Banner
The Scorched Cherry Twig And Other Christmas Miracles Get A Science Look

Bleeding hosts and stigmatizations are the best-known medieval miracles but less known ones, like ...

$0.50 Pantoprazole For Stomach Bleeding In ICU Patients Could Save Families Thousands Of Dollars

The inexpensive medication pantoprazole prevents potentially serious stomach bleeding in critically...

Metformin Diabetes Drug Used Off-Label Also Reduces Irregular Heartbeats

Adults with atrial fibrillation (AFib) who are not diabetic but are overweight and took the diabetes...

Your Predator: Badlands Future - Optical Camouflage, Now Made By Bacteria

In the various 'Predator' films, the alien hunter can see across various spectra while enabling...

User picture.
News StaffRSS Feed of this column.

News Releases From All Over The World, Right To You... Read More »

Blogroll
You may not want to hear the same song over and over, but for patients with mild cognitive impairment or early Alzheimer’s disease, repeated listening to personally meaningful music induces beneficial brain plasticity, according to a new study.

It found that changes in the brain’s neural pathways correlated with increased memory performance on neuropsychological tests, supporting the clinical potential of personalized, music-based interventions for people with dementia.
Coronavirus has been with us for thousands of years and has mutated accordingly. Since it is in the same family as the common cold it was only recognized as distinct a few decades ago, and in the past severe cases were likely just treated as a flu.

But after SARS in 2003 and MERS a decade later, coronavirus has taken the world stage and it is never leaving the lexicon again. Every detected mutation is splashed across media outlets with no end in sight. Nearly everyone has to have been exposed at this point but well over 99 percent are unaffected and that leads to questions about how much more vaccines can help. Are antibodies from infection as good as a vaccination?

They can be, in a counter-intuitive way.
In response to increases in allergies, and then paralyzing schools and businesses because many parents conflate any allergic reaction with anaphylaxis, in 2017 allergists and pediatricians began recommending that parents start to introduce peanut product around the time their child begins solid foods to prevent peanut allergy.

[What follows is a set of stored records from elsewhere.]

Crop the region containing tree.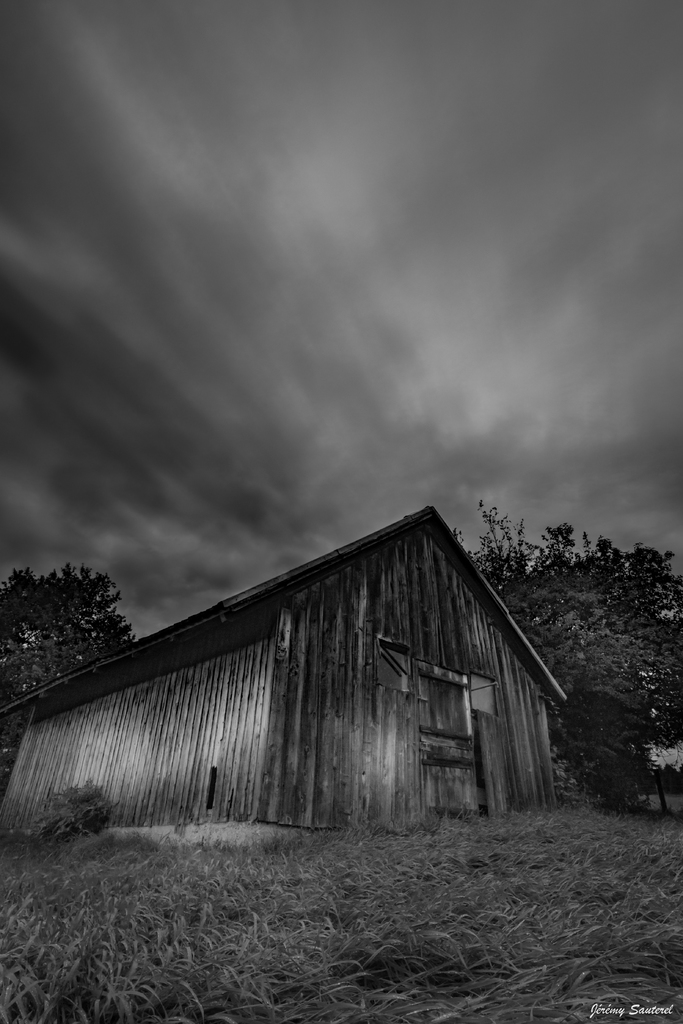
Crop region: (0, 560, 136, 705).
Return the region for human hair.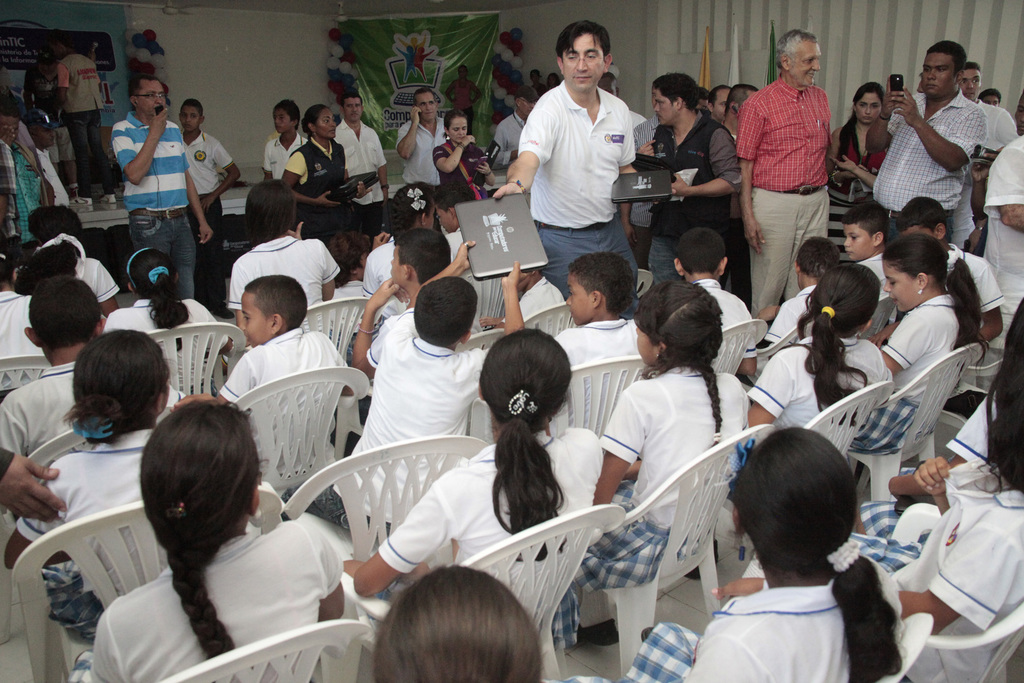
(x1=326, y1=228, x2=371, y2=289).
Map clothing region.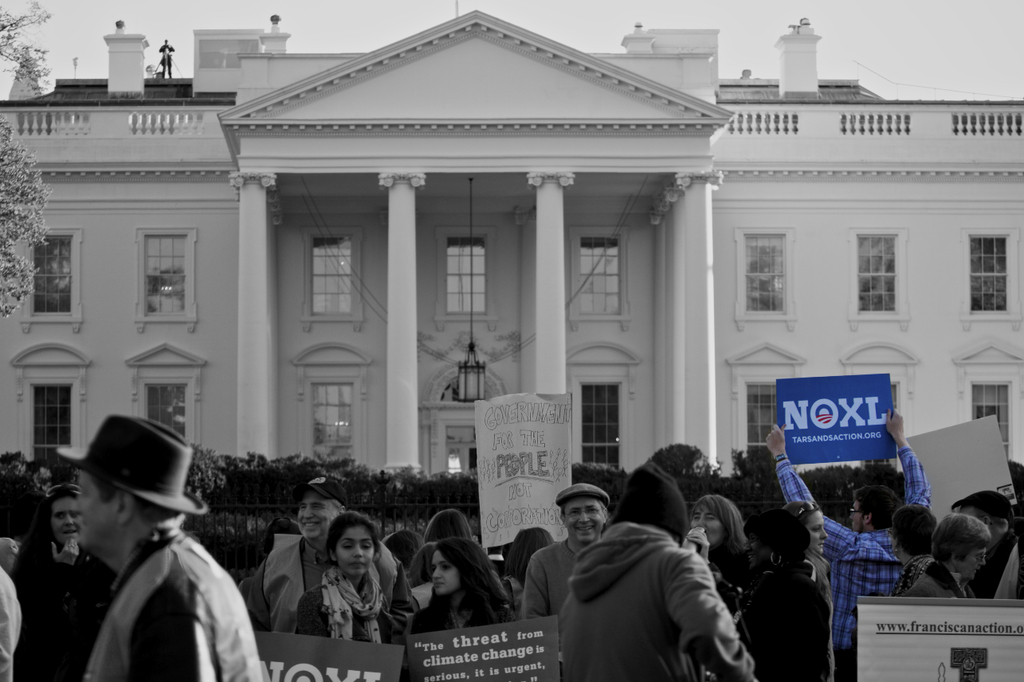
Mapped to bbox(82, 508, 261, 681).
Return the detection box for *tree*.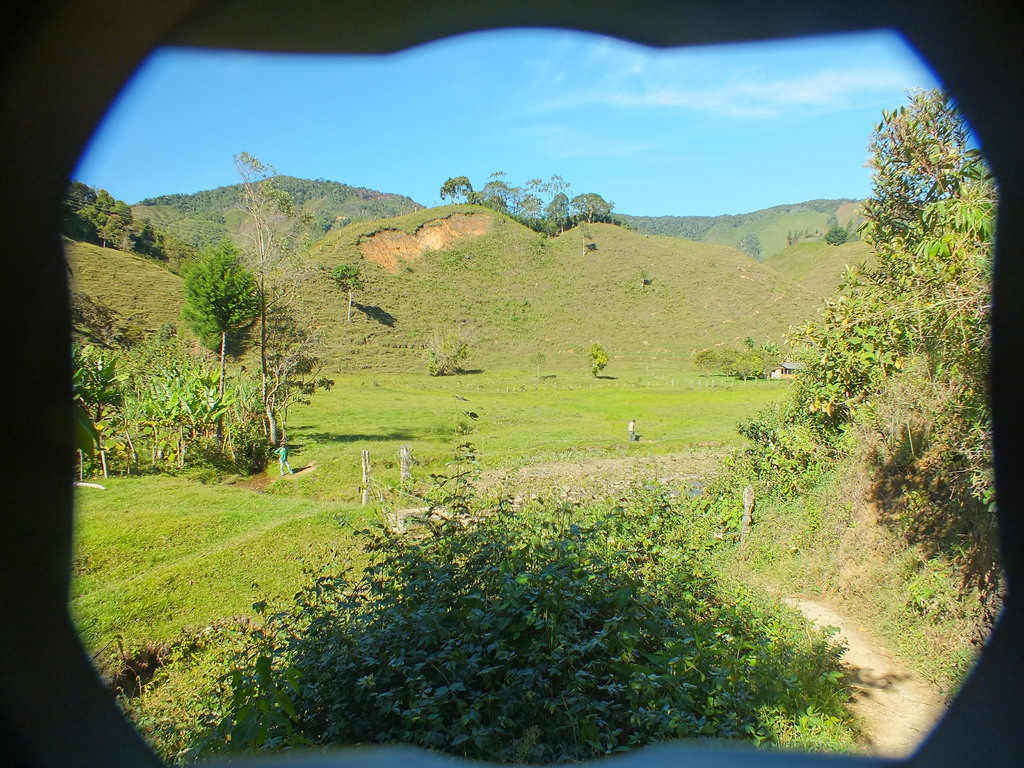
<bbox>588, 345, 609, 378</bbox>.
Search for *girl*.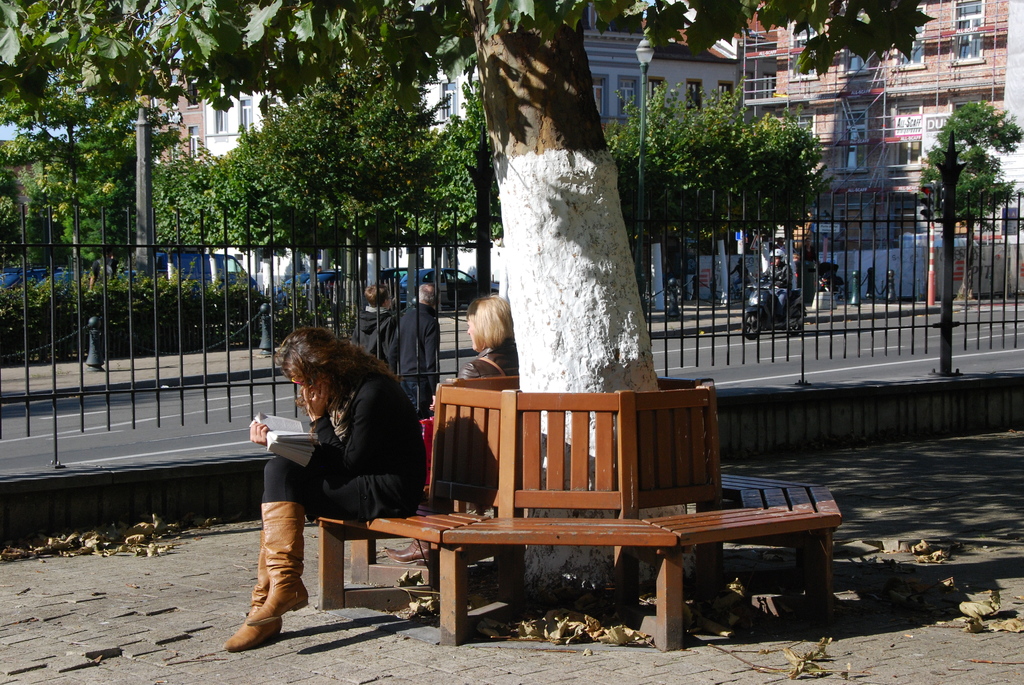
Found at locate(221, 329, 426, 653).
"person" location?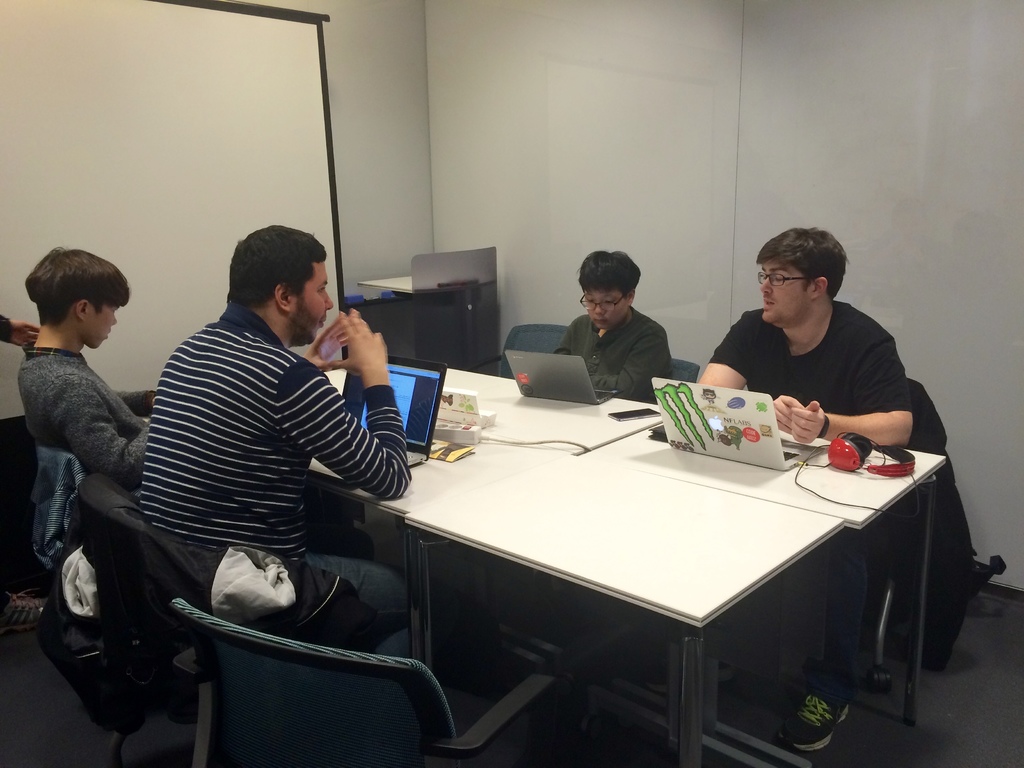
detection(693, 224, 914, 753)
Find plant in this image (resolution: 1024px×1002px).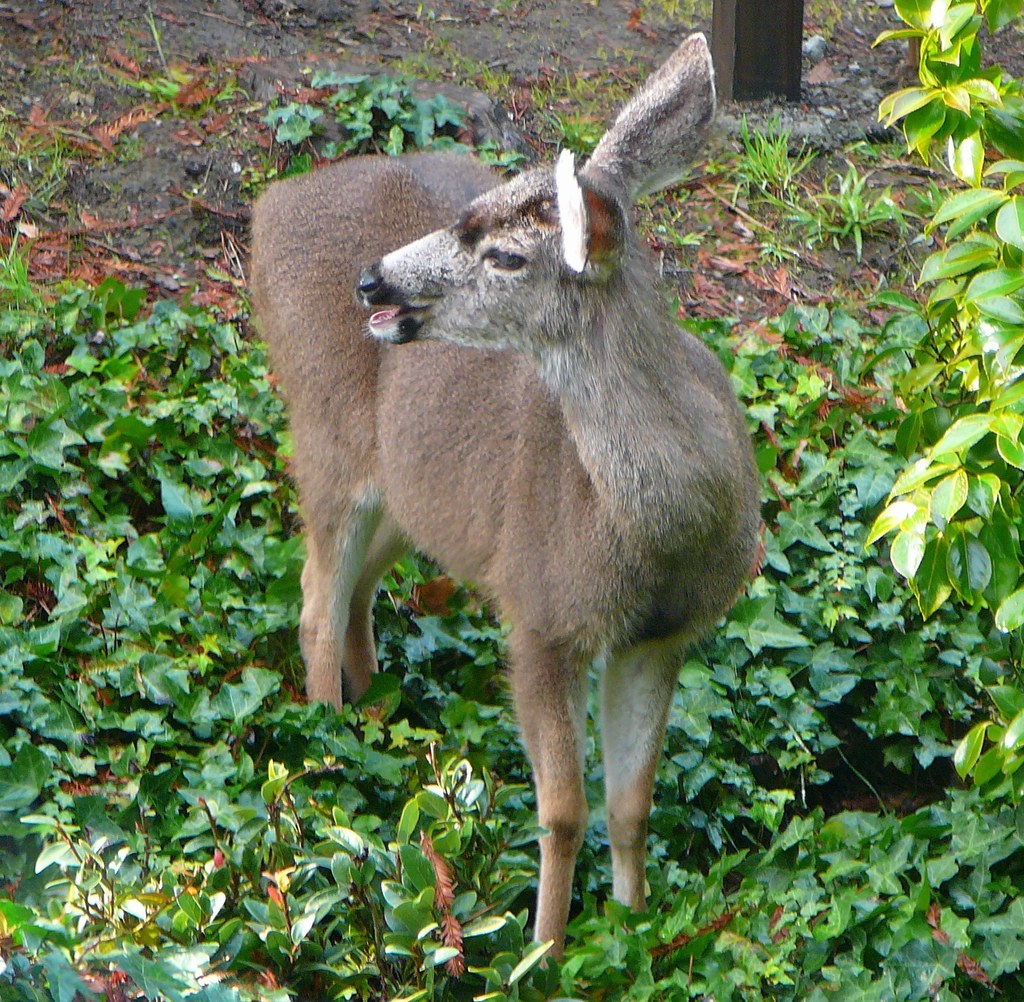
891, 34, 1008, 153.
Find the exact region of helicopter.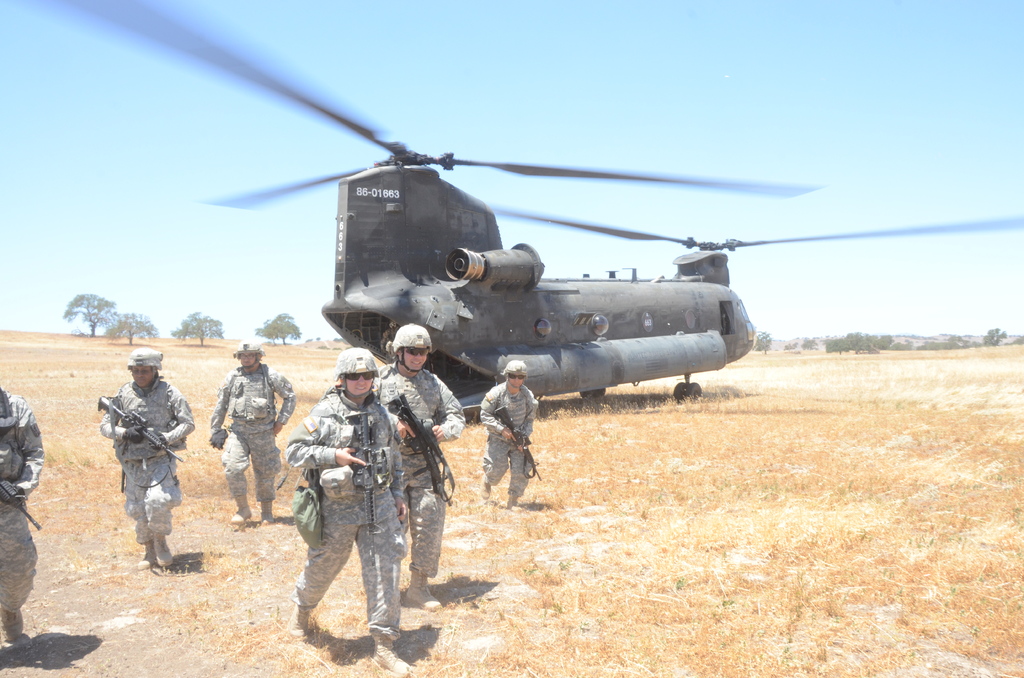
Exact region: {"left": 97, "top": 51, "right": 1007, "bottom": 444}.
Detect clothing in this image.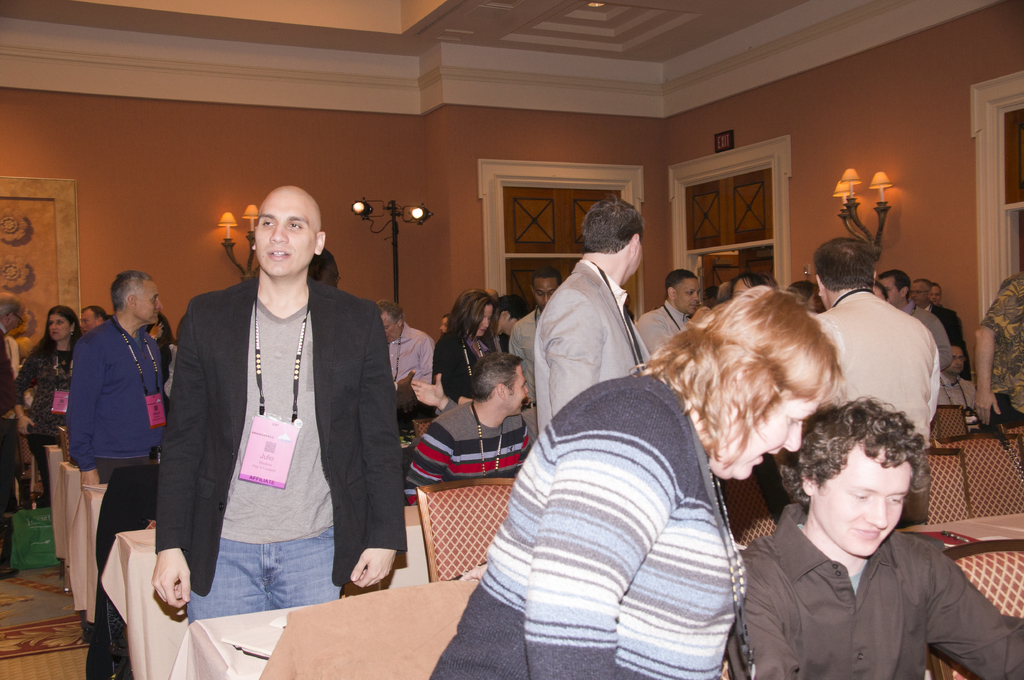
Detection: 387, 404, 556, 507.
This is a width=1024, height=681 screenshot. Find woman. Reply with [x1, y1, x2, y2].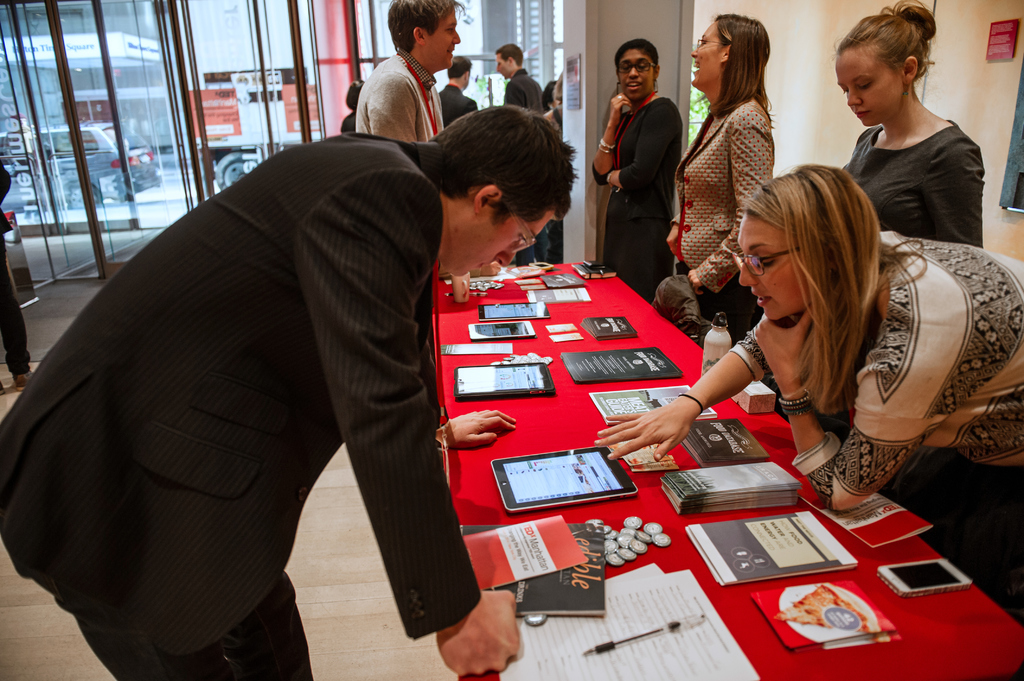
[584, 164, 1023, 629].
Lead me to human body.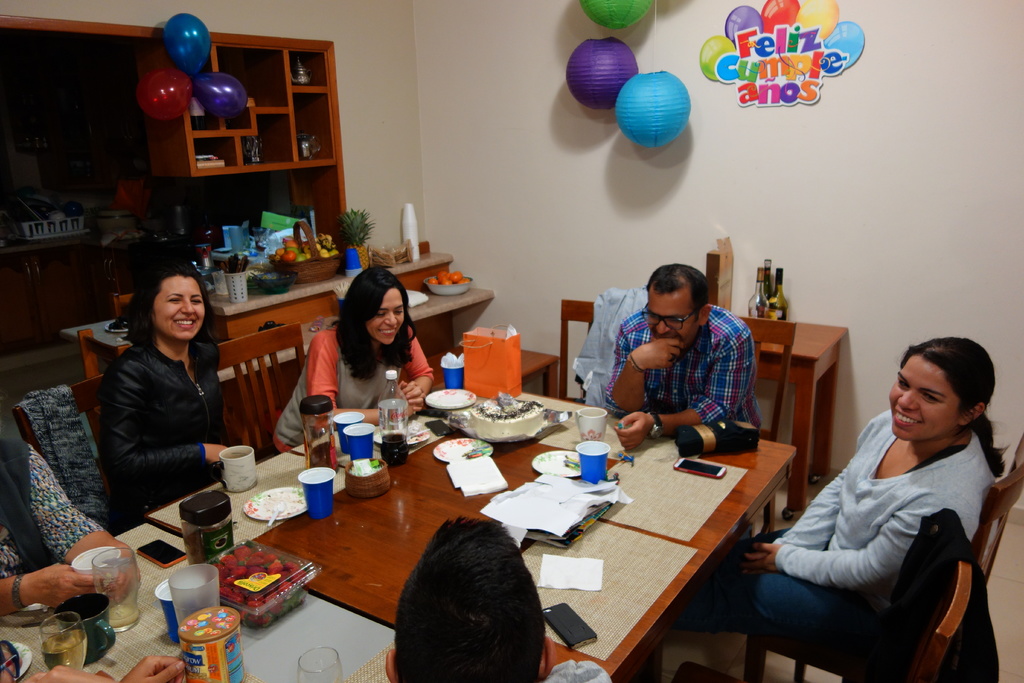
Lead to [605, 261, 753, 449].
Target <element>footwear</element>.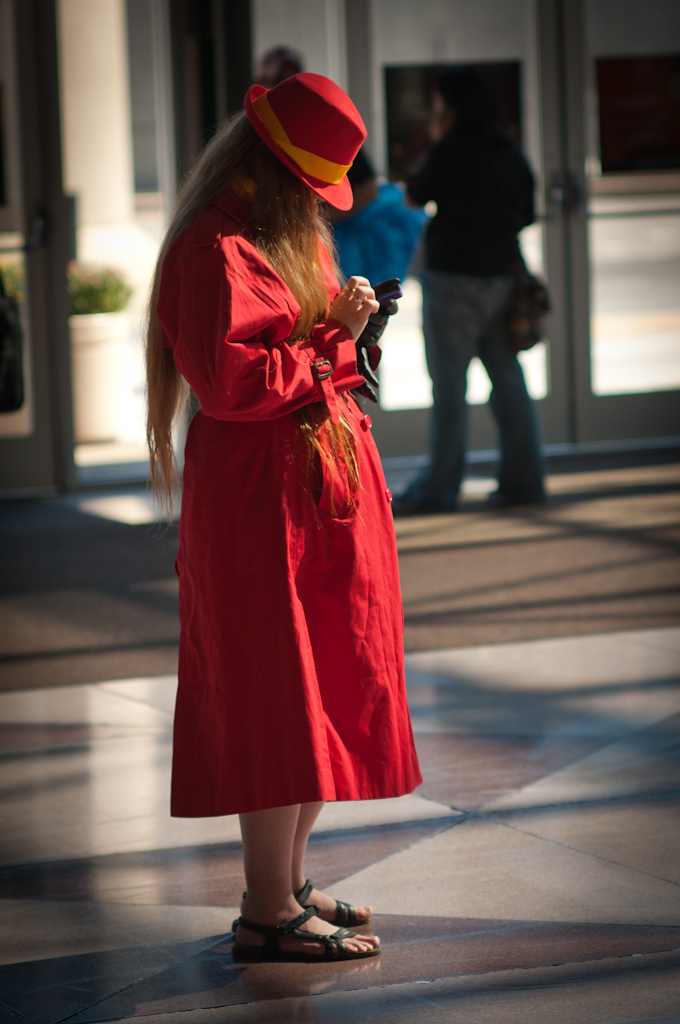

A new study presented at the year’s American College of Allergy, Asthma and Immunology (ACAAI) Annual Scientific Meeting reveals that it makes sense to do the same with eggs.
It's nice that a robot can fold a towel really, really slowly, but they're going to remain an academic gimmick until they can engage in social interactions. Then they could replace people. If you have spent any time on Twitter, you know people are done talking to anyone who does not look, talk, or identify just like them, so robot socialization couldn't come at a better time.
Corporate journalists and other pundits have argued that the 2020 election was a referendum on how the administration handled the COVID-19 pandemic. Is that true?
Europe’s past booms and busts, often driven by natural changes in climate, has been revealed using thousand-year-old pollen, spores and charcoal particles fossilized in glacial ice.

The analysis of microfossils preserved in European glaciers also revealed earlier-than-expected evidence of air pollution and the roots of modern invasive species problems. The study looked at pollen, spores, charcoal and other pollutants frozen in the Colle Gnifetti glacier on the Swiss and Italian border. The research found changes in the composition of these microfossils corresponded closely with known major events in climate, such as the Little Ice Age and well-established volcanic eruptions.